To Chelsea to hear Charles Moore lift the lid on his Thatcher biography. While the crowd at the Cadogan Hall loved the anecdotes and insight, it was Moore’s revelation that, in later life, it ‘became her view’ that Britain should leave the EU that pricked Steerpike’s ears. Moore has expanded on this for tomorrow’s magazine: ‘I think it happened after the Maastricht Treaty in 1992’. So why did we not know this before she died? He claims that ‘advisers had persuaded her that she should not say this in public since it would have allowed her opponents to drive her to the fringes of public life.’ Not these days, though.

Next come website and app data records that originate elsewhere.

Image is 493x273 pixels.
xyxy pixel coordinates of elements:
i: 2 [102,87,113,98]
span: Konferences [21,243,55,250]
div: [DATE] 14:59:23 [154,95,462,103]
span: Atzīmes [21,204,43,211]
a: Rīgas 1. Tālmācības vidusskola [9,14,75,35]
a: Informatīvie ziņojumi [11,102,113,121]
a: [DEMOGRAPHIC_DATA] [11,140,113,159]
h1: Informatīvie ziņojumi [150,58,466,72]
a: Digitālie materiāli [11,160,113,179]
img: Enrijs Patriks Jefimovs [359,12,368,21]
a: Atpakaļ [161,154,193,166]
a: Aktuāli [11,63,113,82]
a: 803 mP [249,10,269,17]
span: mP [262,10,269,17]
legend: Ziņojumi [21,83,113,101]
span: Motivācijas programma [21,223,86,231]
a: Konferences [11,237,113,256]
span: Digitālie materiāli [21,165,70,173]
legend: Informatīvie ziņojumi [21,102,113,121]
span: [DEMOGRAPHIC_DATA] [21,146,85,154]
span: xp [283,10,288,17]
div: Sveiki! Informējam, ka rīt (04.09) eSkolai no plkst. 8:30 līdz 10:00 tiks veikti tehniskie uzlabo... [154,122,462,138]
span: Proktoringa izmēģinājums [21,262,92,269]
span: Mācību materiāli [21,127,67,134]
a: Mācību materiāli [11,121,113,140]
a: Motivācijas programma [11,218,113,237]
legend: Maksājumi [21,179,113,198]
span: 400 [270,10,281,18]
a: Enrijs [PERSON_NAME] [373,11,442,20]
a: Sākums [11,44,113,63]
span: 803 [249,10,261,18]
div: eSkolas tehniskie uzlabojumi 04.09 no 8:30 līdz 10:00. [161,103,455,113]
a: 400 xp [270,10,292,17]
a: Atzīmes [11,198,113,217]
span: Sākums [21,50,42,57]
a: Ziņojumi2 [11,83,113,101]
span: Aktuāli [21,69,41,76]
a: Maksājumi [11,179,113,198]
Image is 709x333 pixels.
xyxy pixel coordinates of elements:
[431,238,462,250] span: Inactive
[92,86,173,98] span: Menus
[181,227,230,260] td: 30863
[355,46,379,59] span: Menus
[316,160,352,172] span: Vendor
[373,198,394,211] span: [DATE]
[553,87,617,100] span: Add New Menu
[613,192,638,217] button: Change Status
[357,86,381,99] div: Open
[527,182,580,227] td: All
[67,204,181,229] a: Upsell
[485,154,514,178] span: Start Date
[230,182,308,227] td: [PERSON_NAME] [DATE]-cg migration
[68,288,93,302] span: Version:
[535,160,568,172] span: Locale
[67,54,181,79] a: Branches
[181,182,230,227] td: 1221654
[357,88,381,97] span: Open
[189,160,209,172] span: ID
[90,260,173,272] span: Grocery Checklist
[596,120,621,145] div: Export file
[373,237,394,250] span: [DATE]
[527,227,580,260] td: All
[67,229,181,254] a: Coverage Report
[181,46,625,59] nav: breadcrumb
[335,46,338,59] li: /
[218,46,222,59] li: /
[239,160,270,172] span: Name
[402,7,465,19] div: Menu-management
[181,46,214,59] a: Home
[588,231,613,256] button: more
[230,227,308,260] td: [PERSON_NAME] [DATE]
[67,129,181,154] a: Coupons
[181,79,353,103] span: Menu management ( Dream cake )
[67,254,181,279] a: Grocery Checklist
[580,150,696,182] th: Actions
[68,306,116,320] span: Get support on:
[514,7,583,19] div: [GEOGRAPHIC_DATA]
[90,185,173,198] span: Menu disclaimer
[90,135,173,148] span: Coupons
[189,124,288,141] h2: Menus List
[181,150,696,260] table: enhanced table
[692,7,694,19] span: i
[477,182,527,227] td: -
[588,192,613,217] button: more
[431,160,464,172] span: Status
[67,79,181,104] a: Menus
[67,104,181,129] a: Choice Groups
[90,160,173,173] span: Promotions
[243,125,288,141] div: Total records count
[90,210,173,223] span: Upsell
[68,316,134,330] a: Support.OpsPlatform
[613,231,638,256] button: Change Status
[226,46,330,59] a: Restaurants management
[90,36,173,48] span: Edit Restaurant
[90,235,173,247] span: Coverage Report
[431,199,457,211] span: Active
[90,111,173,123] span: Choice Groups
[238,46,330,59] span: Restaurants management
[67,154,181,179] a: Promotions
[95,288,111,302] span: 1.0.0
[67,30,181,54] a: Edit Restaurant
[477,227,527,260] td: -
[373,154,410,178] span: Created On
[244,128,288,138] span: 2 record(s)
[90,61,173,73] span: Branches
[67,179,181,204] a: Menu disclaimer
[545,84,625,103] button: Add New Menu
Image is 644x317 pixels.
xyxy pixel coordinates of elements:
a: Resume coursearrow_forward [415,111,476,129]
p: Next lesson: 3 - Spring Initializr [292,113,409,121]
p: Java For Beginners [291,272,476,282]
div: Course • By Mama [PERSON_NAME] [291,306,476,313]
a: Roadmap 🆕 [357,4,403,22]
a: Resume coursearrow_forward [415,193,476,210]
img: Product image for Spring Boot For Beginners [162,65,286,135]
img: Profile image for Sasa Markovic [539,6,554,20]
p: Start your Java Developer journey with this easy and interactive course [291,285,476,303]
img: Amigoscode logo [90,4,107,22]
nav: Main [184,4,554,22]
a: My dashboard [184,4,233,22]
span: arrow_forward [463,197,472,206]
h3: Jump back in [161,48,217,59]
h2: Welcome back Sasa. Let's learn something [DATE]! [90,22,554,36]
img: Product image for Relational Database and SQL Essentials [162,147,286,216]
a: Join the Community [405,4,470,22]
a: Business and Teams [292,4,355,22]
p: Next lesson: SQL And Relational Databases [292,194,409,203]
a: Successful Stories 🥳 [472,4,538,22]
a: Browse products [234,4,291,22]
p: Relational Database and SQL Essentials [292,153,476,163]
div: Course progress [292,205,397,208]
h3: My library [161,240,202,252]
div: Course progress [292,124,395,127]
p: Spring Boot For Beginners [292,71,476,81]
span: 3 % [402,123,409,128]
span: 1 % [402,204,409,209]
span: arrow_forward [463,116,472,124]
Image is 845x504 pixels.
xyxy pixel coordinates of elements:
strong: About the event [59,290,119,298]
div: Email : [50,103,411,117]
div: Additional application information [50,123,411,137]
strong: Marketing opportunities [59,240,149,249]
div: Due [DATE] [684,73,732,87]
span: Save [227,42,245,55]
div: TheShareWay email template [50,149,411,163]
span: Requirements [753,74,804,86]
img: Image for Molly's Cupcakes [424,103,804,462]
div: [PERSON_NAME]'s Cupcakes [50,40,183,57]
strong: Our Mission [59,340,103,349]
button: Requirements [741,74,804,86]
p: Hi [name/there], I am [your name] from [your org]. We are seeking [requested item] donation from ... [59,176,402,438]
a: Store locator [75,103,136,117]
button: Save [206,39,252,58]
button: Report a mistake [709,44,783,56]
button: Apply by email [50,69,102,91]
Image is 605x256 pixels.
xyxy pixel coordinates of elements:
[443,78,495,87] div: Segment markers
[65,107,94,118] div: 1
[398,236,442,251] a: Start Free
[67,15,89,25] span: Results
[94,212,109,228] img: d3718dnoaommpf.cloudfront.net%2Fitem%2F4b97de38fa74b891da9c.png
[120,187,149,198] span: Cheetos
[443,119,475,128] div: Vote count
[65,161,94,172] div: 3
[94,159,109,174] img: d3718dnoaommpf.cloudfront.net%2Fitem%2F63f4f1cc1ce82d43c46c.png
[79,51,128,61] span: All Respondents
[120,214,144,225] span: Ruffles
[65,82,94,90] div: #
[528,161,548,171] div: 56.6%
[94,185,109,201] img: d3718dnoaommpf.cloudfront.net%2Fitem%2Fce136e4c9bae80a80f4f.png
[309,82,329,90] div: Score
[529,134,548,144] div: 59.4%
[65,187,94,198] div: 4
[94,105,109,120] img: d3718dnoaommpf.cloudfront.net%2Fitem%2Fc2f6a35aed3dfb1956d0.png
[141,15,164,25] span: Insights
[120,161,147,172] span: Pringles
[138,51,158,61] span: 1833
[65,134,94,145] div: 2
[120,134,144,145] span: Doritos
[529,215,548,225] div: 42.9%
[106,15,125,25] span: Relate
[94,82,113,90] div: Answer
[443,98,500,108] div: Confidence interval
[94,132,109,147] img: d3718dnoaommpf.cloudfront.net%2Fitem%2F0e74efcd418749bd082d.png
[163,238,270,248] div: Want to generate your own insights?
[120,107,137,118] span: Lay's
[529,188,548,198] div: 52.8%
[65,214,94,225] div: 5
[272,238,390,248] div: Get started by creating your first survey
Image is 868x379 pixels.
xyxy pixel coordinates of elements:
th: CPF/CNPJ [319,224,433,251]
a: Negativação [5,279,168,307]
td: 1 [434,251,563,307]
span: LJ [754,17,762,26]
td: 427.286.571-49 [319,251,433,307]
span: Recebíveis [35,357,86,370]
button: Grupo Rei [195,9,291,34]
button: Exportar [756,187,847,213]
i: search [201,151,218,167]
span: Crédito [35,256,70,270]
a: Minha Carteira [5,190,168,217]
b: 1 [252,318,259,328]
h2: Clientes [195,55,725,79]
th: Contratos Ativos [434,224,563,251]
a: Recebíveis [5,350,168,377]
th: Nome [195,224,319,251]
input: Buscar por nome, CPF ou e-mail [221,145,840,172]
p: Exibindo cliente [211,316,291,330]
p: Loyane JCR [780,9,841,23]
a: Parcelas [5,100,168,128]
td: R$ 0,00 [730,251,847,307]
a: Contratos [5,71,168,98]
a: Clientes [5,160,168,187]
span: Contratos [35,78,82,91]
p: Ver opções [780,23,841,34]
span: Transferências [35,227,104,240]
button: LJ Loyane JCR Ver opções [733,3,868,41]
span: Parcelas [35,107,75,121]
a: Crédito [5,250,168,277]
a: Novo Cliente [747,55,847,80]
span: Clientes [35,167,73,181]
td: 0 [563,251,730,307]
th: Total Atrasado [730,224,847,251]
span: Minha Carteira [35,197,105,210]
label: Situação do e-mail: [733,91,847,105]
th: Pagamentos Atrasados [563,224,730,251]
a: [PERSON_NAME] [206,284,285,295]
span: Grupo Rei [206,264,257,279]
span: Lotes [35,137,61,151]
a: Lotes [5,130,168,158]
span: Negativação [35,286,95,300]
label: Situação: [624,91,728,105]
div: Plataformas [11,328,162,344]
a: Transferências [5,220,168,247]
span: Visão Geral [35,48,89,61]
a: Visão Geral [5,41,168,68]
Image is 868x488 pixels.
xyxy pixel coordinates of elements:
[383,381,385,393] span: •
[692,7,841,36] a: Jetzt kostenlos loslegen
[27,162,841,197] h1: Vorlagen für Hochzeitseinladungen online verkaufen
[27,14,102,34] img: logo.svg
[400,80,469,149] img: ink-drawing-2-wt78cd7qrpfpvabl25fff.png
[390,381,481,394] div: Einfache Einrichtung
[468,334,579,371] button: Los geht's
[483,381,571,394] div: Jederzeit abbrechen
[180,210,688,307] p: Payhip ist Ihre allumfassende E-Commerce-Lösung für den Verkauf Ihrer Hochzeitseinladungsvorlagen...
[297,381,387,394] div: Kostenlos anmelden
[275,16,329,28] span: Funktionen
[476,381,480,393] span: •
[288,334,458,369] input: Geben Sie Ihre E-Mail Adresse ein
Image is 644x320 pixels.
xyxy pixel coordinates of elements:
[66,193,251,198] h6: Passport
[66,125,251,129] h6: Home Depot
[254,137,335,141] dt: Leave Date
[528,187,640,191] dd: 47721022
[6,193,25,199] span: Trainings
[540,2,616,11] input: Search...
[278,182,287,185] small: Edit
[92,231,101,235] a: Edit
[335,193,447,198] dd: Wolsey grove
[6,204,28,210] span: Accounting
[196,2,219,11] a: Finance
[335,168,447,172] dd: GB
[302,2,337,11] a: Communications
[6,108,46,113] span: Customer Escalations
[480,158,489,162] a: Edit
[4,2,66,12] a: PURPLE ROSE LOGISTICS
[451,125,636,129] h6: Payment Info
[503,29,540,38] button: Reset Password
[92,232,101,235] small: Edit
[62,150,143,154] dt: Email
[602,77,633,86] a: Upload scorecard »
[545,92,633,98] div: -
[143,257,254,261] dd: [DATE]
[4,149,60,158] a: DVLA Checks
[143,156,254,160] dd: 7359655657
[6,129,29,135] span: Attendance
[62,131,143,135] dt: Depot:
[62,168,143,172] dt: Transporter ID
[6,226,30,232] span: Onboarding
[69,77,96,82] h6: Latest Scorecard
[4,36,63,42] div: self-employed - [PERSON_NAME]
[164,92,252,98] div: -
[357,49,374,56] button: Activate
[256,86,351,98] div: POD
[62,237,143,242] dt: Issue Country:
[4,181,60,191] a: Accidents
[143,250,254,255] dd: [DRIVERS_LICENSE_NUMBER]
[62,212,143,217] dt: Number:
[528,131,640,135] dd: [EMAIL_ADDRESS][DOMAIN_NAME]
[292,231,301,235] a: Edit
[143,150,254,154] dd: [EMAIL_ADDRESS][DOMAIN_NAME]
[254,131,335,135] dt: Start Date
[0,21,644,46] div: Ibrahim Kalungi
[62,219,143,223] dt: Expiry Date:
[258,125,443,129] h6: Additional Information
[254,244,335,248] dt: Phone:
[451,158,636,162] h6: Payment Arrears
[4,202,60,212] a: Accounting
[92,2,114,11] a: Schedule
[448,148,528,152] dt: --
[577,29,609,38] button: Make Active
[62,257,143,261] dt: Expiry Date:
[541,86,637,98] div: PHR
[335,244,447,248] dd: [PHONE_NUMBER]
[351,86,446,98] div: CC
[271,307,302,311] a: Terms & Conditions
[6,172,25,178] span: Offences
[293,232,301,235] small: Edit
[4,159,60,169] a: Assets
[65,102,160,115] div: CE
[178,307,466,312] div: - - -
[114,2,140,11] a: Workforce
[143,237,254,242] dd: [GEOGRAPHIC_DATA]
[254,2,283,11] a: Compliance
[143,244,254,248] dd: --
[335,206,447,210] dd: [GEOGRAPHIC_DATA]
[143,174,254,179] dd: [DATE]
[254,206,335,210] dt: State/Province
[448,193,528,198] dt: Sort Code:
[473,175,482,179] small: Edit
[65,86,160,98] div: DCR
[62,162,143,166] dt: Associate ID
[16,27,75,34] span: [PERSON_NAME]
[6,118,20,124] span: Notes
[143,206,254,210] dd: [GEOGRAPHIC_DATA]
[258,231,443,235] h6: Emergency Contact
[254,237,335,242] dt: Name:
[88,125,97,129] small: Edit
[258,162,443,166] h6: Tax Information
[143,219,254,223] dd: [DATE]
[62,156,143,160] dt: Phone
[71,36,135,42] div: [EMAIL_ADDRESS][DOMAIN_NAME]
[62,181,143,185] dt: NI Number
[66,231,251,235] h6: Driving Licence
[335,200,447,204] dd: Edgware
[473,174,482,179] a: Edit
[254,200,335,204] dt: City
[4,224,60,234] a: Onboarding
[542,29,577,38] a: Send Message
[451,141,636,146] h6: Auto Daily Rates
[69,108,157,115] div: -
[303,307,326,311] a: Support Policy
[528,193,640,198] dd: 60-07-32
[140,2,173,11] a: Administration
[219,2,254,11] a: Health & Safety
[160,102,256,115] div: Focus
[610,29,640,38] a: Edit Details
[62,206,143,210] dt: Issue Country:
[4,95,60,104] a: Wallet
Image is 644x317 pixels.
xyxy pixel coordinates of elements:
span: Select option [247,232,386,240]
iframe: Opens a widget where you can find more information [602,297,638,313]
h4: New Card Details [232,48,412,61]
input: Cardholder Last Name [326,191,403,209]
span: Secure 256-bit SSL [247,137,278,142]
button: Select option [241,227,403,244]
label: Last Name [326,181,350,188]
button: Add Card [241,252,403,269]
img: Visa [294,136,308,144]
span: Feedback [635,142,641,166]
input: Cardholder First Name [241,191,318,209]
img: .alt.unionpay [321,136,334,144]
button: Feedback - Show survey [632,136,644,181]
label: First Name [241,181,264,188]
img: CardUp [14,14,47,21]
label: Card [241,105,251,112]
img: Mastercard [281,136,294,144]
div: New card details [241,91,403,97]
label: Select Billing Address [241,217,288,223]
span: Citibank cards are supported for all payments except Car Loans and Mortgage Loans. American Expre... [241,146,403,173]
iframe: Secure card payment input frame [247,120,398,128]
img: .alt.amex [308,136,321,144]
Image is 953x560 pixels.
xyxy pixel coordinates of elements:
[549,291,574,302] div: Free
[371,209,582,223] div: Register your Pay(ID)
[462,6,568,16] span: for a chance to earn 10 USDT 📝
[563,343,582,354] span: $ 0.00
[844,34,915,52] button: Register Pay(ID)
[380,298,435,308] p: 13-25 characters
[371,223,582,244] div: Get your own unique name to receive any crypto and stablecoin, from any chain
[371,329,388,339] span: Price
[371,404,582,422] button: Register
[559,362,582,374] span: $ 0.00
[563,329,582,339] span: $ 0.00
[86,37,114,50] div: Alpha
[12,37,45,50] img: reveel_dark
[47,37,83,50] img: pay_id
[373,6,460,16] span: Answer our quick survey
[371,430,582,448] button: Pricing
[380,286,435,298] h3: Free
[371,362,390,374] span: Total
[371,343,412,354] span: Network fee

The Spectator’s Notes | 2 May 2013

It is fascinating watching the great welfare debate as the universal credit starts its life. The ruling elites have very, very slowly caught up with public understanding. The simplest way to think about the question is this. At every level of society people tend to be acutely aware of what their approximate equals are paid, and usually unaware of what those richer or poorer receive. Therefore the people who best understand how welfare works are either its recipients or those who work on low wages and are scarcely better off for doing so. These people recognise that being on welfare is — in effect, though not morally — like having

Charles Moore

When Michael Heseltine turned up at a Thatcher book signing

At the launch of my biography of Margaret Thatcher, I was flattered to see Michael and Anne Heseltine joining the signing queue. It was very sporting of him. When they reached me, Anne asked for my inscription, but Michael said he wished his copy to be blank so that he could quickly sell it. I think — unusually for him — that he misunderstands the way this strange market works. The most common question I am asked by audiences about Mrs Thatcher is something to do with Carol and Mark. Did she bring them up successfully? Was she a good mother? etc. The fact that this comes up so often

Margaret Thatcher: The Authorized Biography, by Charles Moore, and Not for Turning, by Robin Harris – review

It is a measure of Lady Thatcher’s standing that her death has been followed not only by the mealy-mouthed compliments from political opponents which are normally forthcoming on such occasions but also by robust denunciations. Nobody would have sung ‘Ding, dong, the Wizard is dead!’ after the deaths of Jim Callaghan, John Major or Alec Douglas-Home. Even the more controversial Harold Wilson got a bland send-off in his obituaries. Ted Heath was asked by a journalist whether it was true that, when he heard of Margaret Thatcher’s eviction from the party leadership, he had exclaimed ‘Rejoice! Rejoice!’. No, he replied, after some deliberation. ‘What I said was “Rejoice! Rejoice! Rejoice!”